A Psychobiographical Portrait of Adam Small’s Eriksonian Ego-Strengths or Virtues: Contextualized Within South Africa’s Apartheid-Eras

Autor: Theo Botha, Paul J. P. Fouché, Pravani Naidoo
Rok vydání: 2019
Předmět:
Zdroj: New Trends in Psychobiography ISBN: 9783030169527
DOI: 10.1007/978-3-030-16953-4_23
Popis: Few psychobiographies have been conducted on influential Colored South Africans. The dehumanizing nature of South Africa’s historical institutionalized racism and discrimination during apartheid motivated an expansion on psychobiographical studies of oppressed persons of colour. This study aimed to uncover and reconstruct the Eriksonian psychosocial ego-strengths or virtues of the controversial and enigmatic poet, academic, political activist, philosopher and social worker, Professor Adam Small (1937–2016). Small was selected as subject via purposive sampling. Alexander’s psychobiographical indicators of salience and a psychosocial-historical conceptualization were used to identify and analyze significant biographical evidence on Small’s life. The findings indicate that Small developed hope, will, purpose and competency as ego-strengths or virtues throughout his first four Eriksonian stages.
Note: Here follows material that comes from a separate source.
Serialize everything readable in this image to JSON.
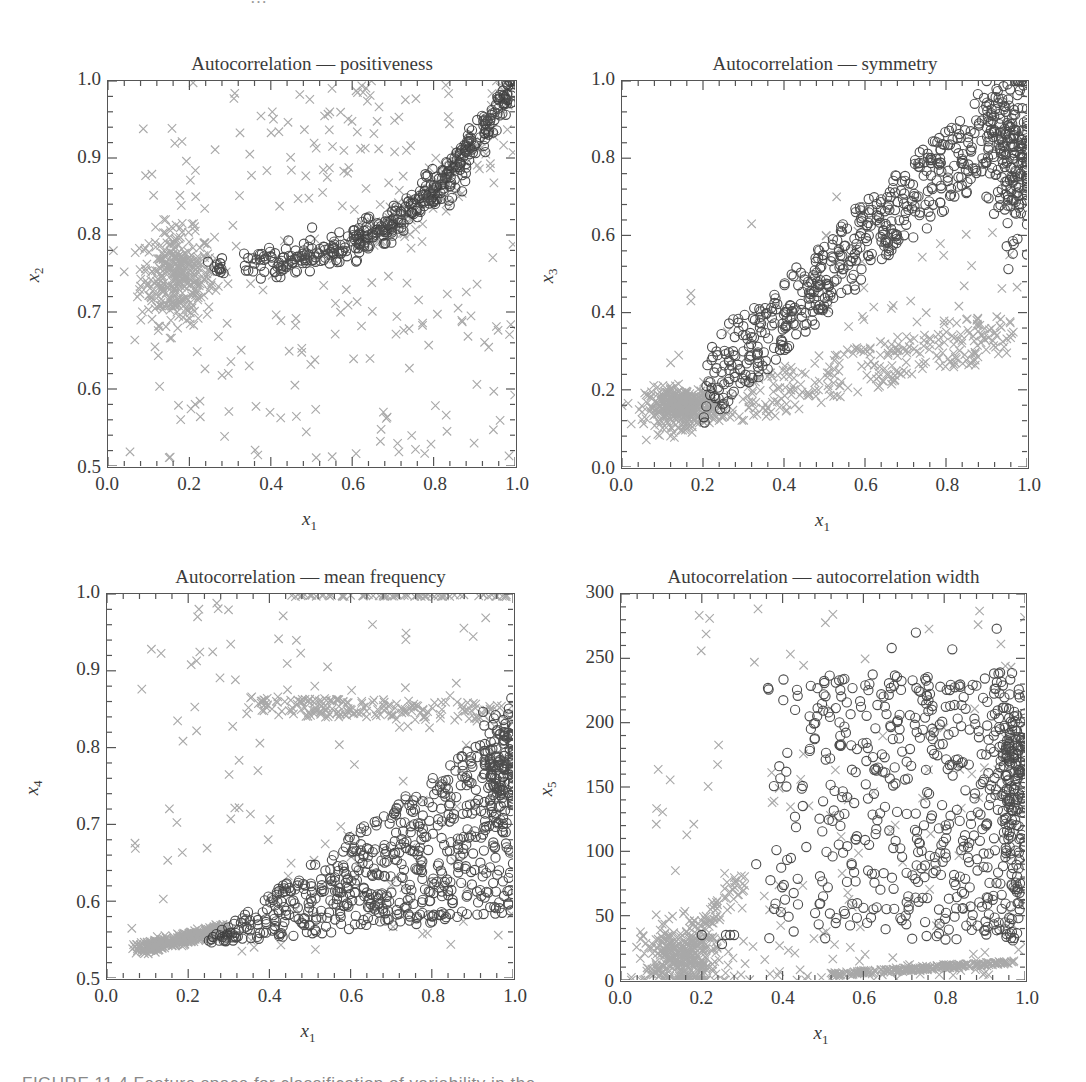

The apartheid regime’s discrimination against Black ethnic groupings complicated not only the resolution of Small’s identity crisis, but also the attainment of the ego-strength or virtue of a sense of self. Forced removal from his birth-home by the apartheid regime, which Small viewed as an attack on the attachment relationship with his mother, contributed to his mistrust of societal institutions. This challenged the resolution of his eventual establishment of the ego-strengths or virtues of love and wisdom, respectively. Accordingly, the use of Eriksonian theory seems to be apt for uncovering contextualized ego-strengths and virtues of significant persons within dehumanizing contexts.